Zakat is one of the five pillars of Islam — an annual obligation on qualifying wealth, owed to specific categories of recipients. What a giving platform owes Zakat is simpler and stricter: keep it separate, record it faithfully, and receipt it properly. That is exactly what Mohseen does.
Zakat lives in its own fund, never mixed with voluntary Sadaqah or operational giving. The separation is built into the ledger itself — every Zakat transaction lands in a tamper-evident audit log — so the shura and the auditors can both verify it.
Contributors who pay Zakat through your organisation can set a zakat-annual recurring intent — chosen at checkout, renewed each year, with renewal alerts and self-service management from the contributor portal.
Every Zakat payment tracked under the Zakat fund, year on year — visible to the contributor in their portal and to the admin for record-keeping, with Hijri and civil dates shown side by side.
Country-aware tax receipts and per-giver annual statements covering Zakat paid through the platform: US 501(c)(3), Canada, UK Gift Aid receipt flagging, India 80G, Bangladesh NGO-Affairs-ready formats.
Zakat must reach eligible recipients (the Asnaf). Admins designate which Zakat-funded programmes the fund supports, and the audit log keeps the trail from contribution to designation.
Many Muslims choose to pay Zakat during Ramadan, when giving runs 2–4×. The Ramadan readiness built into Mohseen includes Zakat framing in the month's appeals — drafted ahead, approved by your staff.
An honest boundary
Mohseen does not calculate nisab or your Zakat amount — that determination belongs with the contributor, their imam, and trusted resources such as their national zakat body's calculator (for example, the National Zakat Foundation in the UK). What Mohseen guarantees is what happens after: the amount you've determined is recorded in the right fund, kept apart, and receipted correctly.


*PROBLEM DETAILS*.
Exact copies of all the entries are required, and no pictures should appear in them.

*DATA TO USE*.
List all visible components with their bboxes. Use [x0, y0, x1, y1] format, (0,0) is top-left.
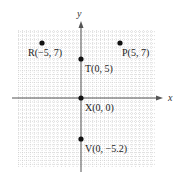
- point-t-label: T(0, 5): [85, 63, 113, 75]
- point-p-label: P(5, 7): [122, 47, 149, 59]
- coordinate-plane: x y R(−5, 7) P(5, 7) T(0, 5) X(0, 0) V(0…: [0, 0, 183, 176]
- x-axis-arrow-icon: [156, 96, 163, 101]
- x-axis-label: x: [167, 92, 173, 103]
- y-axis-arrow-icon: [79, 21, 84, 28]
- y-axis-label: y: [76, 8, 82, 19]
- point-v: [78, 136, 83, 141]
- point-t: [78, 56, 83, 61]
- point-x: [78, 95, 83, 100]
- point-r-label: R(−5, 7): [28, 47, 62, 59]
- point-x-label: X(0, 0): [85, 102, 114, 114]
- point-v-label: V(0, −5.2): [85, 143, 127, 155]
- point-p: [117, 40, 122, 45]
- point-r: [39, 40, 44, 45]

*ANSWER TO THE EXERCISE*.
List all visible components with their bboxes. Use [x0, y0, x1, y1] format, (0,0) is top-left.
- point-t-label: T(0, 5): [85, 63, 113, 75]
- point-p-label: P(5, 7): [122, 47, 149, 59]
- coordinate-plane: x y R(−5, 7) P(5, 7) T(0, 5) X(0, 0) V(0…: [0, 0, 183, 176]
- x-axis-arrow-icon: [156, 96, 163, 101]
- x-axis-label: x: [167, 92, 173, 103]
- y-axis-arrow-icon: [79, 21, 84, 28]
- y-axis-label: y: [76, 8, 82, 19]
- point-v: [78, 136, 83, 141]
- point-t: [78, 56, 83, 61]
- point-x: [78, 95, 83, 100]
- point-r-label: R(−5, 7): [28, 47, 62, 59]
- point-x-label: X(0, 0): [85, 102, 114, 114]
- point-v-label: V(0, −5.2): [85, 143, 127, 155]
- point-p: [117, 40, 122, 45]
- point-r: [39, 40, 44, 45]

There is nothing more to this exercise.